A Merciless Cold Lingers in the Midwest

    A merciless cold crippled the Midwest on Wednesday, halting planes and trains, shuttering schools and prompting officials in Detroit, Minneapolis and Chicago to open emergency warming centers for the homeless and vulnerable.
    The bitter weather was believed to be tied to the deaths of at least eight people, including a man thought to have collapsed after shoveling snow and frozen to death in his Milwaukee garage. Hospitals saw a steady stream of patients reporting symptoms of frostbite.
    Temperatures in Minneapolis dipped as low as minus 28, with the wind chill reaching minus 53, the National Weather Service said. Fargo, N.D., reached minus 33; Milwaukee, minus 20. The worst of the cold was feared overnight into Thursday, when meteorologists predicted that temperatures could dip to minus 27 in Chicago, a record for the city. The Midwest was expected to see miserable temperatures through Thursday, and the cold air was moving east.
    Across the Midwest on Wednesday, residents who are used to carrying on with life’s routines despite bad weather had little choice but to shiver, stay indoors and make the best of it, even as the insides of their windows became ominously lined with ice. Office workers were stuck at home. Parents scrambled for last-minute child care. In Michigan, a gas company asked customers to use less natural gas to heat their houses after a fire at a compressor station.
    Visits with prisoners in the Stearns County, Minn., jail were canceled. In Fort Wayne, Ind., garbage and recycling collection was delayed. In Wisconsin, the unthinkable: Distributors grounded their trucks, fearing that the beer would freeze solid.
    Even the United States Postal Service — despite its unofficial vow that couriers cannot be stopped by “snow nor rain nor heat nor gloom of night” — was forced to suspend deliveries in some particularly frigid places.
    Health officials, urging people to go outside only if necessary, warned that exposing skin to the air could lead to frostbite. They were not exaggerating: Going gloveless for only a minute or two, in double-digit negative temperatures, left hands feeling numb, then clumsy and flipper-like, then white-hot with pain.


» Task objective
Word for word, give the records again, dropping any picture they hold.

--- Data to examine ---

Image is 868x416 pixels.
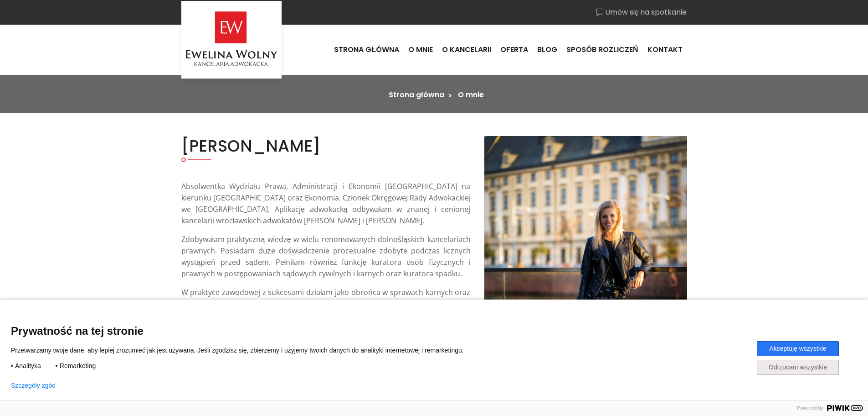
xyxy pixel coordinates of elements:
[596,7,688,18] a: Umów się na spotkanie
[11,324,857,338] span: Prywatność na tej stronie
[15,361,41,369] span: Analityka
[533,38,562,62] a: Blog
[11,381,55,389] button: Szczegóły zgód
[757,360,839,375] button: Odrzucam wszystkie
[389,90,444,100] a: Strona główna
[181,181,471,227] p: Absolwentka Wydziału Prawa, Administracji i Ekonomii [GEOGRAPHIC_DATA] na kierunku [GEOGRAPHIC_DA...
[181,234,471,279] p: Zdobywałam praktyczną wiedzę w wielu renomowanych dolnośląskich kancelariach prawnych. Posiadam d...
[11,346,478,354] p: Przetwarzamy twoje dane, aby lepiej zrozumieć jak jest używana. Jeśli zgodzisz się, zbierzemy i u...
[496,38,533,62] a: Oferta
[793,405,827,411] span: Powered by
[562,38,643,62] a: Sposób rozliczeń
[60,361,95,369] span: Remarketing
[181,286,471,343] p: W praktyce zawodowej z sukcesami działam jako obrońca w sprawach karnych oraz doradzam klientom z...
[757,340,839,356] button: Akceptuję wszystkie
[438,38,496,62] a: O kancelarii
[330,38,404,62] a: Strona główna
[404,38,438,62] a: O mnie
[643,38,688,62] a: Kontakt
[458,90,484,101] li: O mnie
[181,136,471,155] h2: [PERSON_NAME]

---

» Task output
Image is 868x416 pixels.
xyxy pixel coordinates of elements:
[596,7,688,18] a: Umów się na spotkanie
[11,324,857,338] span: Prywatność na tej stronie
[15,361,41,369] span: Analityka
[533,38,562,62] a: Blog
[11,381,55,389] button: Szczegóły zgód
[757,360,839,375] button: Odrzucam wszystkie
[389,90,444,100] a: Strona główna
[181,181,471,227] p: Absolwentka Wydziału Prawa, Administracji i Ekonomii [GEOGRAPHIC_DATA] na kierunku [GEOGRAPHIC_DA...
[181,234,471,279] p: Zdobywałam praktyczną wiedzę w wielu renomowanych dolnośląskich kancelariach prawnych. Posiadam d...
[11,346,478,354] p: Przetwarzamy twoje dane, aby lepiej zrozumieć jak jest używana. Jeśli zgodzisz się, zbierzemy i u...
[496,38,533,62] a: Oferta
[793,405,827,411] span: Powered by
[562,38,643,62] a: Sposób rozliczeń
[60,361,95,369] span: Remarketing
[181,286,471,343] p: W praktyce zawodowej z sukcesami działam jako obrońca w sprawach karnych oraz doradzam klientom z...
[757,340,839,356] button: Akceptuję wszystkie
[438,38,496,62] a: O kancelarii
[330,38,404,62] a: Strona główna
[404,38,438,62] a: O mnie
[643,38,688,62] a: Kontakt
[458,90,484,101] li: O mnie
[181,136,471,155] h2: [PERSON_NAME]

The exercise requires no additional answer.